Harriet Goodhue Hosmer (1830-1908) unapologetically pursued her ambitions as a sculptor in a field considered inappropriate for women and lived openly as a lesbian
The Huntington Library, Art Museum, and Botanical Gardens today announced a pair of developments regarding its Board of Trustees: Loren Rothschild, serving as a member since 2009 and as chair since 2017, will retire to become Trustee Emeritus
In March 1852, Charles Devens, the United States Marshal for Massachusetts, submitted an expense report
Karlos K. Hill, Associate Professor and Chair of the Clara Luper Department of African and African American Studies at the University of Oklahoma, discusses his new book The 1921 Tulsa Race Massacre: A Photographic History.

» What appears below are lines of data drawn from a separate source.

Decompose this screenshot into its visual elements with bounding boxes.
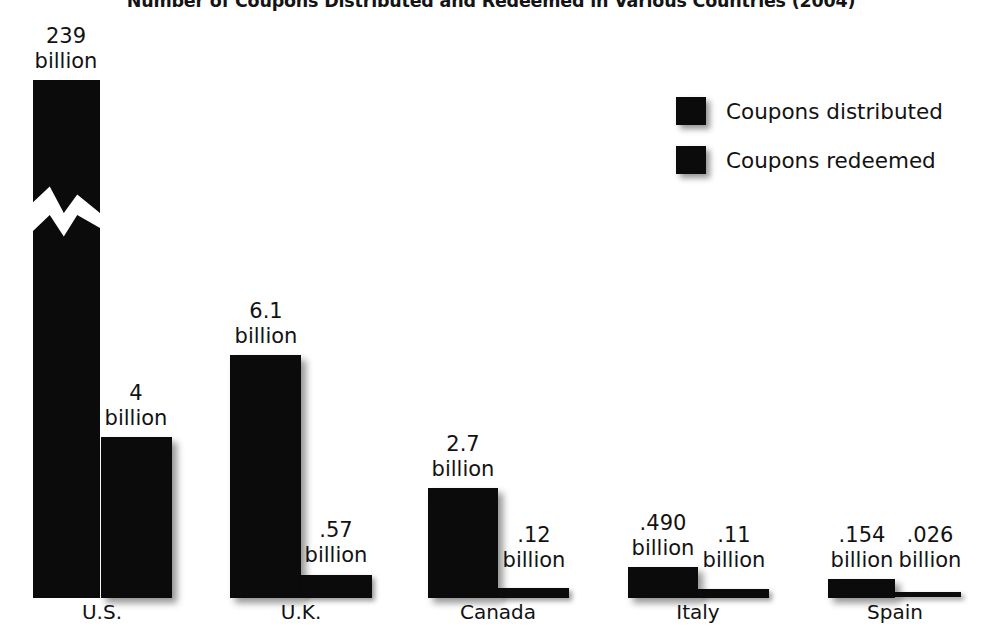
- value-label-us-redeemed: 4 billion: [86, 381, 186, 431]
- value-number: 6.1: [216, 299, 316, 324]
- legend-swatch-icon: [676, 97, 706, 125]
- chart-title: Number of Coupons Distributed and Redeem…: [0, 0, 982, 11]
- value-label-italy-redeemed: .11 billion: [684, 523, 784, 573]
- bar-canada-redeemed: [498, 588, 569, 598]
- value-unit: billion: [16, 49, 116, 74]
- value-number: 2.7: [413, 432, 513, 457]
- chart-legend: Coupons distributed Coupons redeemed: [676, 96, 943, 194]
- category-label-spain: Spain: [845, 600, 945, 624]
- value-unit: billion: [684, 548, 784, 573]
- legend-swatch-icon: [676, 146, 706, 174]
- value-number: .12: [484, 523, 584, 548]
- value-unit: billion: [413, 457, 513, 482]
- value-number: .57: [286, 518, 386, 543]
- category-label-italy: Italy: [648, 600, 748, 624]
- value-unit: billion: [484, 548, 584, 573]
- value-number: .026: [880, 523, 980, 548]
- category-label-uk: U.K.: [251, 600, 351, 624]
- value-unit: billion: [880, 548, 980, 573]
- bar-uk-redeemed: [301, 575, 372, 598]
- bar-us-redeemed: [101, 437, 172, 598]
- value-number: 239: [16, 24, 116, 49]
- value-unit: billion: [86, 406, 186, 431]
- value-unit: billion: [216, 324, 316, 349]
- value-label-us-distributed: 239 billion: [16, 24, 116, 74]
- value-label-uk-redeemed: .57 billion: [286, 518, 386, 568]
- value-number: 4: [86, 381, 186, 406]
- value-label-canada-redeemed: .12 billion: [484, 523, 584, 573]
- bar-spain-redeemed: [895, 592, 961, 597]
- bar-italy-redeemed: [698, 589, 769, 598]
- legend-item-coupons-redeemed: Coupons redeemed: [676, 145, 943, 175]
- coupons-bar-chart: Number of Coupons Distributed and Redeem…: [0, 0, 982, 634]
- value-unit: billion: [286, 543, 386, 568]
- category-label-canada: Canada: [448, 600, 548, 624]
- legend-item-coupons-distributed: Coupons distributed: [676, 96, 943, 126]
- value-label-spain-redeemed: .026 billion: [880, 523, 980, 573]
- bar-spain-distributed: [828, 579, 895, 598]
- bar-us-distributed-upper: [33, 80, 100, 213]
- legend-label: Coupons redeemed: [726, 148, 936, 173]
- category-label-us: U.S.: [52, 600, 152, 624]
- value-label-uk-distributed: 6.1 billion: [216, 299, 316, 349]
- value-number: .11: [684, 523, 784, 548]
- legend-label: Coupons distributed: [726, 99, 943, 124]
- value-label-canada-distributed: 2.7 billion: [413, 432, 513, 482]
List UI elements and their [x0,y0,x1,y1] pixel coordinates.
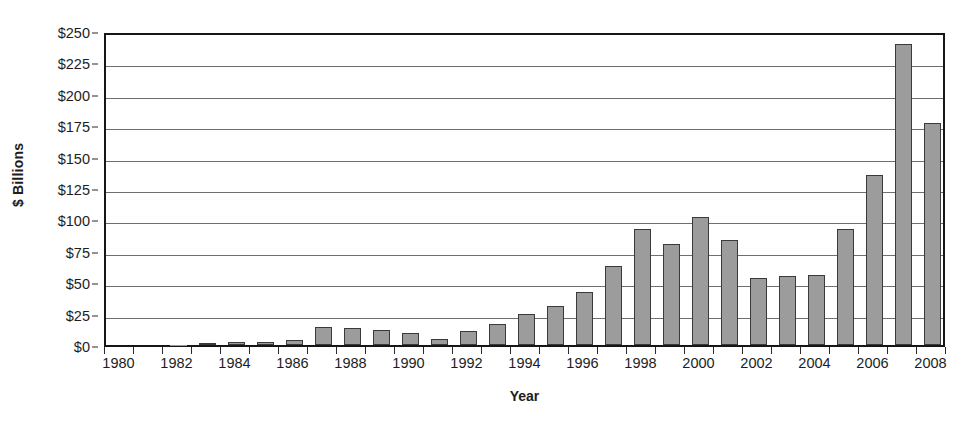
x-tick-mark [452,347,453,354]
x-tick-mark [394,347,395,354]
x-tick-mark [597,347,598,354]
bar [576,292,593,345]
x-tick-mark [829,347,830,354]
bar [373,330,390,345]
x-tick-mark [887,347,888,354]
x-tick-label: 2002 [740,355,772,371]
bar [228,342,245,345]
y-tick-label: $75 [66,245,90,261]
x-tick-mark [307,347,308,354]
x-tick-mark [713,347,714,354]
x-tick-label: 2006 [856,355,888,371]
x-tick-mark [104,347,105,354]
bar [866,175,883,345]
x-tick-mark [568,347,569,354]
bar [808,275,825,345]
x-tick-mark [249,347,250,354]
y-tick-label: $250 [58,25,90,41]
x-tick-mark [858,347,859,354]
y-tick-mark [92,315,98,316]
plot-area [104,33,945,347]
bar [460,331,477,345]
x-axis-tickmarks [104,347,945,354]
x-tick-label: 1996 [566,355,598,371]
x-tick-mark [481,347,482,354]
bar [518,314,535,345]
y-tick-label: $125 [58,182,90,198]
y-tick-mark [92,127,98,128]
bar [257,342,274,345]
x-tick-label: 1982 [160,355,192,371]
y-axis-title: $ Billions [0,0,36,350]
y-axis-tick-labels: $0$25$50$75$100$125$150$175$200$225$250 [36,33,98,347]
x-tick-label: 1986 [276,355,308,371]
x-tick-mark [220,347,221,354]
x-tick-mark [336,347,337,354]
x-tick-mark [916,347,917,354]
x-tick-label: 1988 [334,355,366,371]
y-tick-mark [92,158,98,159]
y-tick-mark [92,95,98,96]
x-tick-mark [191,347,192,354]
x-axis-tick-labels: 1980198219841986198819901992199419961998… [104,355,945,377]
bar [721,240,738,346]
bars-layer [106,35,943,345]
y-tick-label: $225 [58,56,90,72]
bar [692,217,709,345]
y-axis-title-label: $ Billions [10,143,26,207]
y-tick-label: $50 [66,276,90,292]
y-tick-mark [92,64,98,65]
x-tick-mark [800,347,801,354]
bar [605,266,622,345]
bar [547,306,564,345]
x-tick-label: 2004 [798,355,830,371]
bar [315,327,332,345]
x-tick-mark [365,347,366,354]
bar-chart-figure: $ Billions $0$25$50$75$100$125$150$175$2… [0,0,974,425]
y-tick-label: $200 [58,88,90,104]
x-tick-mark [133,347,134,354]
y-tick-label: $0 [74,339,90,355]
bar [431,339,448,345]
bar [199,343,216,345]
y-tick-label: $175 [58,119,90,135]
y-tick-label: $25 [66,308,90,324]
x-tick-label: 1990 [392,355,424,371]
x-tick-label: 1994 [508,355,540,371]
x-tick-mark [423,347,424,354]
x-tick-mark [278,347,279,354]
bar [779,276,796,345]
y-tick-mark [92,33,98,34]
x-tick-mark [684,347,685,354]
y-tick-mark [92,252,98,253]
bar [837,229,854,345]
x-tick-label: 1980 [102,355,134,371]
y-tick-label: $150 [58,151,90,167]
x-tick-mark [742,347,743,354]
x-tick-mark [945,347,946,354]
x-tick-label: 2000 [682,355,714,371]
x-tick-mark [626,347,627,354]
x-tick-label: 1984 [218,355,250,371]
bar [286,340,303,345]
x-tick-label: 1998 [624,355,656,371]
bar [663,244,680,345]
y-tick-mark [92,190,98,191]
bar [344,328,361,345]
y-tick-mark [92,221,98,222]
x-tick-label: 2008 [914,355,946,371]
y-tick-mark [92,347,98,348]
bar [634,229,651,345]
x-tick-mark [539,347,540,354]
bar [402,333,419,345]
bar [489,324,506,345]
bar [750,278,767,345]
x-axis-title: Year [104,388,945,404]
y-tick-mark [92,284,98,285]
bar [895,44,912,345]
y-tick-label: $100 [58,213,90,229]
x-tick-mark [510,347,511,354]
x-tick-mark [655,347,656,354]
x-tick-mark [162,347,163,354]
bar [924,123,941,345]
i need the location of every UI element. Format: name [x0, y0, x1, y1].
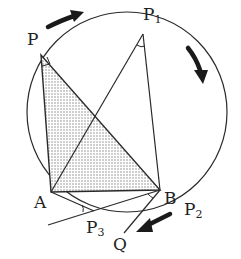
- label-A: A: [34, 194, 46, 211]
- label-P1: P1: [143, 6, 161, 25]
- angle-mark-P3: [82, 205, 83, 212]
- arrow-icon-right: [188, 48, 208, 84]
- segment-P1-B: [143, 34, 160, 190]
- arrow-icon-bottom: [136, 214, 170, 232]
- shaded-triangle-PAB: [41, 55, 160, 192]
- label-P2: P2: [184, 201, 202, 220]
- angle-mark-B: [148, 194, 153, 198]
- label-Q: Q: [113, 236, 127, 253]
- diagram-canvas: P P1 A B P2 P3 Q: [0, 0, 241, 259]
- segment-A-P3: [51, 192, 94, 211]
- label-P: P: [27, 31, 38, 48]
- label-B: B: [164, 190, 177, 207]
- label-P3: P3: [86, 219, 104, 238]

Born in Dublin and named for Irish folk heroes, Oscar Fingal O’Flahertie Wills Wilde (1854–1900) became a cultural hero in his own right
Join Lauren Mackler, co-curator of "Made in L.A. 2020: a version," for this short and insightful discussion about artist Jeffrey Stuker, as part of the Lunchtime Art Talk series on the exhibition.
Professor Kathleen Belew in Conversation with Distinguished Professor and MacArthur Fellow Natalia Molina
Offerings of fruit, rice cakes, fish, and wine; humble gifts of pine sprigs; scatterings of salt; rhythmic chants; and a taiko drum’s deep resonant tones soaring skyward to invoke the spirits. These were some of the sights and sounds of the jotoshiki, a Shinto roof-raising ceremony
Roslyn Lee Hammers, associate professor of art history at the University of Hong Kong, discusses depictions of rural life produced for an 18th-century Chinese emperor's residence. The Qianlong emperor (1711–1799) had stone stele carved with scenes of men and women producing rice and silk, and he situated them in a reconstruction of a village in his Garden of Clear Ripples (Qing Yi Yuan, now known as the Summer Palace, Beijing).